We have no reason to change social conventions unless they stop being useful or rational; then it's time to deliberate about it. Then it's not a question of who, but why? Most standards are arbitrary anyway. Ordinary things like: time of day, measurement units, fashion choices, traffic practices, dietary practices, relationship practices-- they are just arbitrary and could be different. They don’t need rule. How a planned economy is going to work is nothing to discuss currently. If those who make it a reality want it, then they will decide how to do it. It's not for us to tell them how to do it. Rules are not the same thing as being ruled. Rules backed by force are backed by law.

So, one may then wonder: what does a state want from its people in general? It has a monopoly on force and uses this monopoly to rule this territory so they will produce wealth in a way the state can make use of. What does it require of people to go along with rule in order for it to be effective?
1) It makes rules you have to follow; decrees. It deals with my life and I have to go along with this.
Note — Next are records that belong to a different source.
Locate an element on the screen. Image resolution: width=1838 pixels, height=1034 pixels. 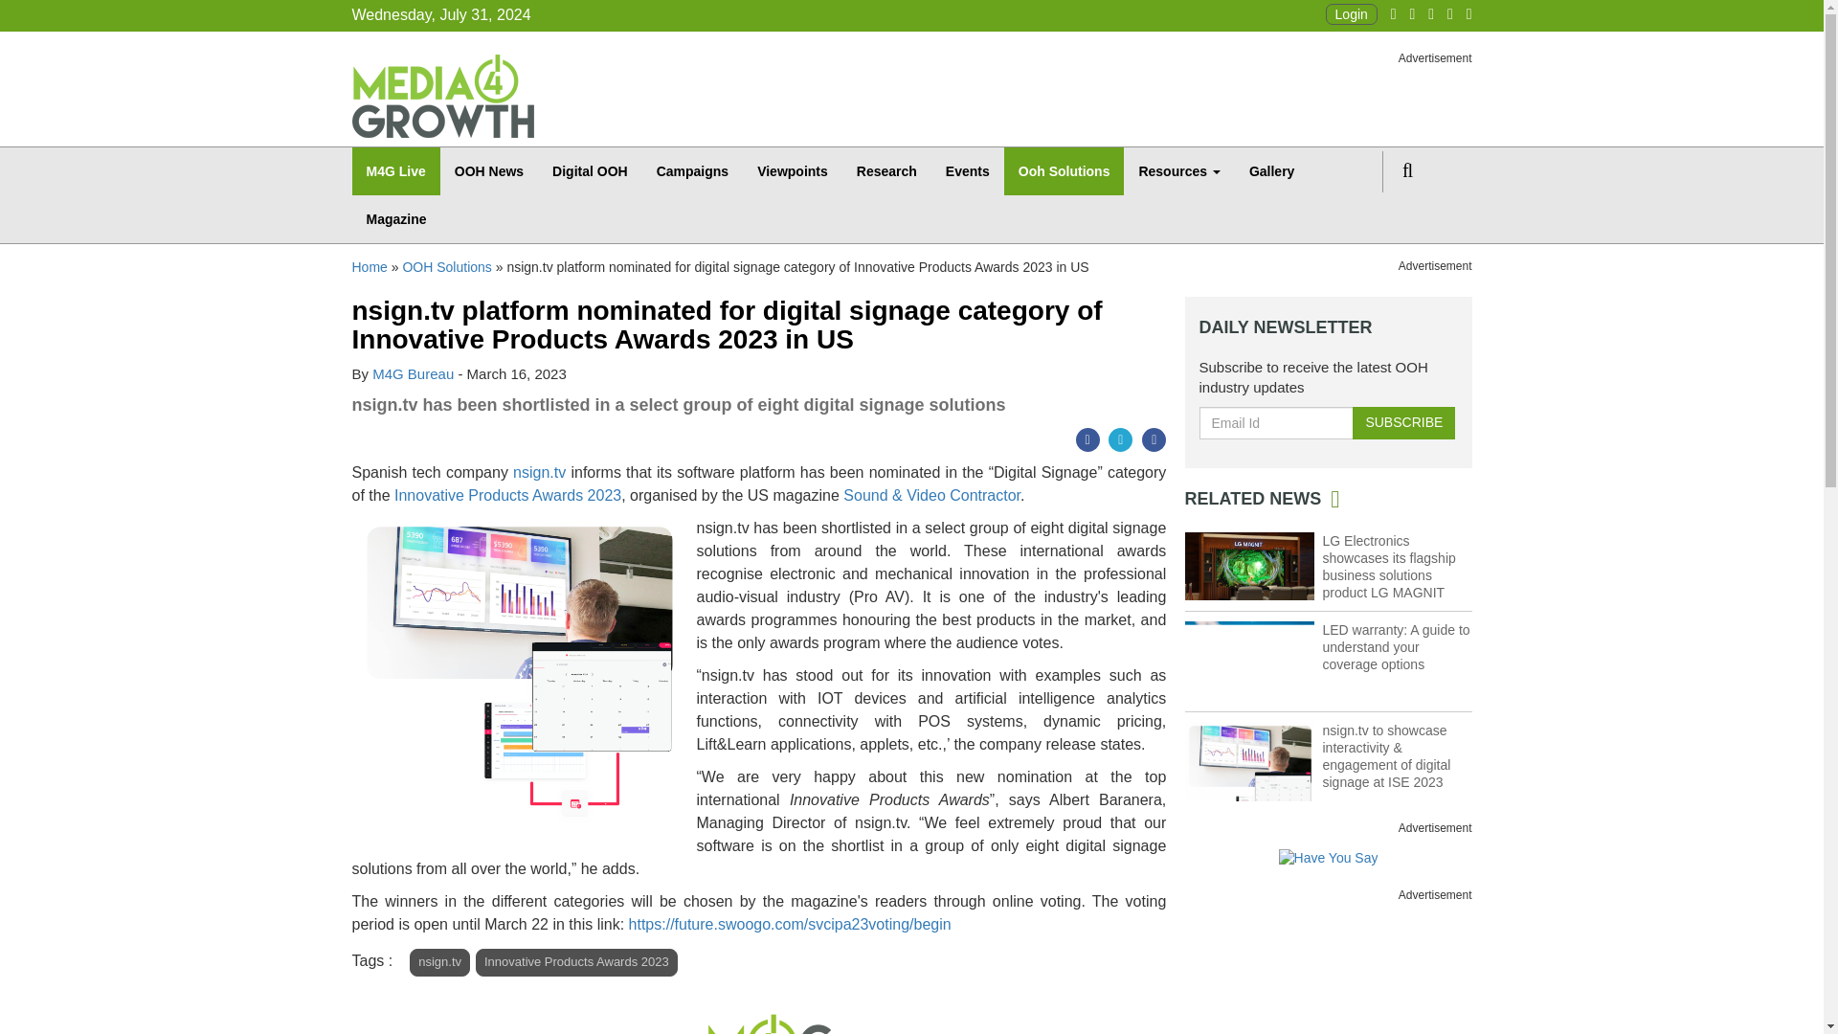
Login is located at coordinates (1350, 13).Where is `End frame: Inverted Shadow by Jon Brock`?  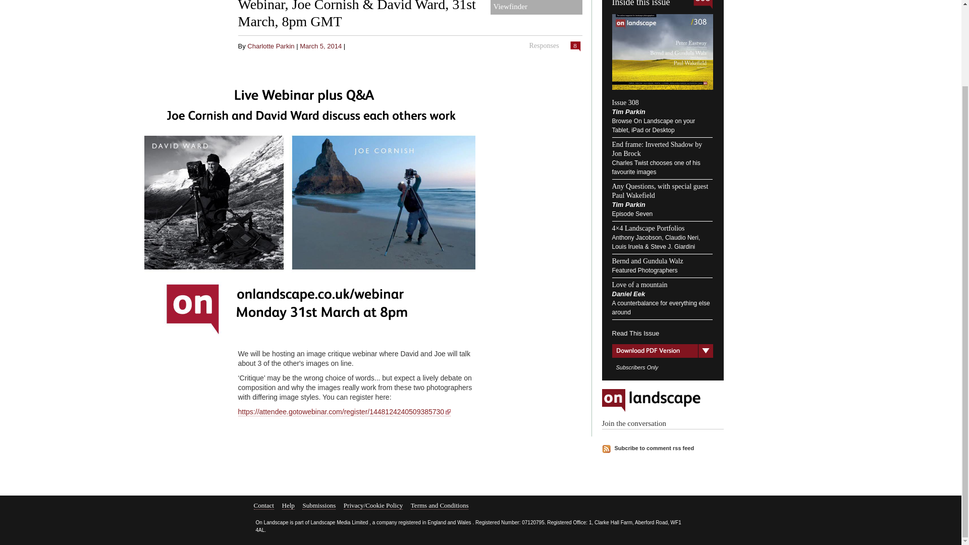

2) If it makes the rules of living in a given law and order for how you keep yourself alive, whether as a worker or a banker, a serf or a lord, this order becomes not just something that rules, but you need this kind of rule. The rule is seen as a necessity by the people who are ruled. This is a real turn around. It's the basis for a stable rule. When everyone takes this point of view that we need this kind of rule, as serfs and barons, workers and managers, then they all get this unifying thing among these individuals, all need the same state; this is what they have in common and makes them a people. After making this point of view, they are really abstracting from their particular situation, they are -- like the banker or Donald Trump -- all in this together. They think "we have this in common." Then they are really getting away from how different they are and the different uses that the state has for them. The state imposes rule on people, forcing them into channels, as masters and servants, all differences are functional for the state, producing the wealth that the state can use in various ways when they regard themselves as people.